A Retrospective Study of 179 Consecutive Patients

Rocco Bellantone, MD; Antonio Sitges-Serra, MD; Maurizio Bossola, MD; Giovanni Battista Doglietto, MD; Marina Malerba, MD; Guzman Franch, MD; Fabio Pacelli, MD; Francesco Crucitti, MD

Arch Surg. 1998;133:988-992.

Background  Immunosuppression associated with homologous blood transfusion was first observed in renal allograft transplantation. Clinical effects of transfusion-induced immunosuppression in surgical patients have been debated in the literature for more than a decade with contradictory results.

Objective  To investigate whether homologous blood transfusions significantly affect postoperative septic morbidity and mortality in patients undergoing elective surgery for gastric cancer.

Design  Case series.

Setting  Hospitalized care.

Patients  The hospital records of 209 patients who underwent elective surgery for gastric cancer at the Department of Surgery of the Hospital del Mar, Autonomous University of Barcelona in Spain, and at the Department of Surgery of the Catholic University of Rome in Italy from April 1984 to December 1990 were reviewed, and 179 patients were included in the study.

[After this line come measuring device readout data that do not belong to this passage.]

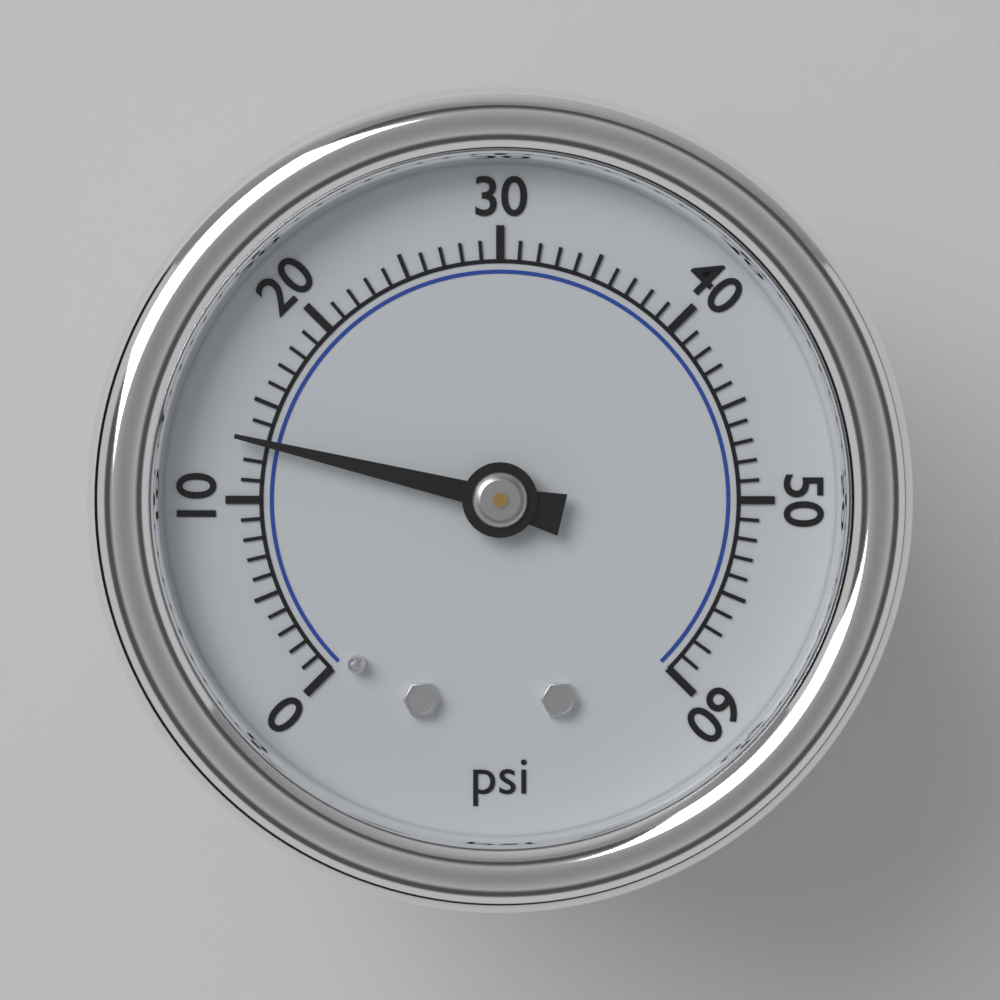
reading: 13 psi
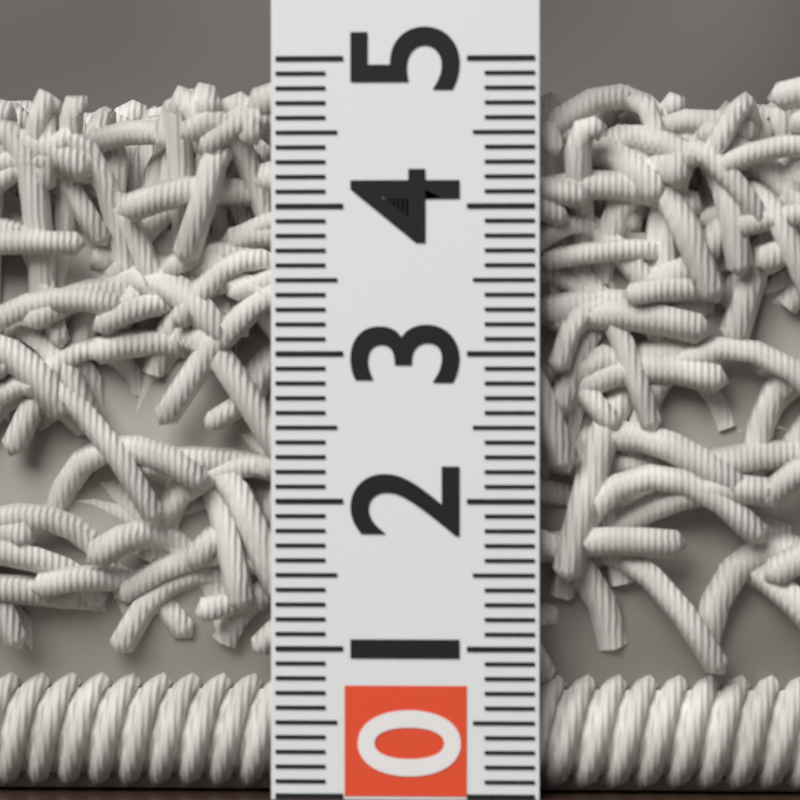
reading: 4.9 (no unit)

Main Outcome Measures  The following variables were entered into univariate and multivariate analyses to identify factors potentially affecting postoperative septic morbidity: demographic data, weight loss, preoperative serum albumin level and lymphocyte count, type and duration of operative procedure, amount and timing of blood transfusion, and stage of disease.

Results  Univariate analysis showed that a large quantity of blood transfused (>1500 mL) and transfusion in the postoperative period (group C) were associated with a worse clinical outcome. Postoperative transfusion was an independent predictor of septic morbidity in multivariate analysis.

Conclusions  Despite transfusion-induced immunomodulation, homologous blood transfusion should not be considered a risk factor for postoperative septic morbidity in patients undergoing elective major abdominal surgery. The timing-response relationship between transfusions and septic morbidity in multivariate analysis may be the effect of uncontrolled confounders such as variation of volemia induced by stress response in patients who were developing or had just developed infectious complications.


From the Istituto di Clinica Chirurgica, Università Cattolica del Sacro Cuore, Roma, Italy (Drs Bellantone, Bossola, Battista Doglietto, Malerba, Pacelli, and Crucitti); and the Department of Surgery, Hospital del Mar, Autonomous University of Barcelona, Barcelona, Spain (Drs Sitges-Serra and Franch).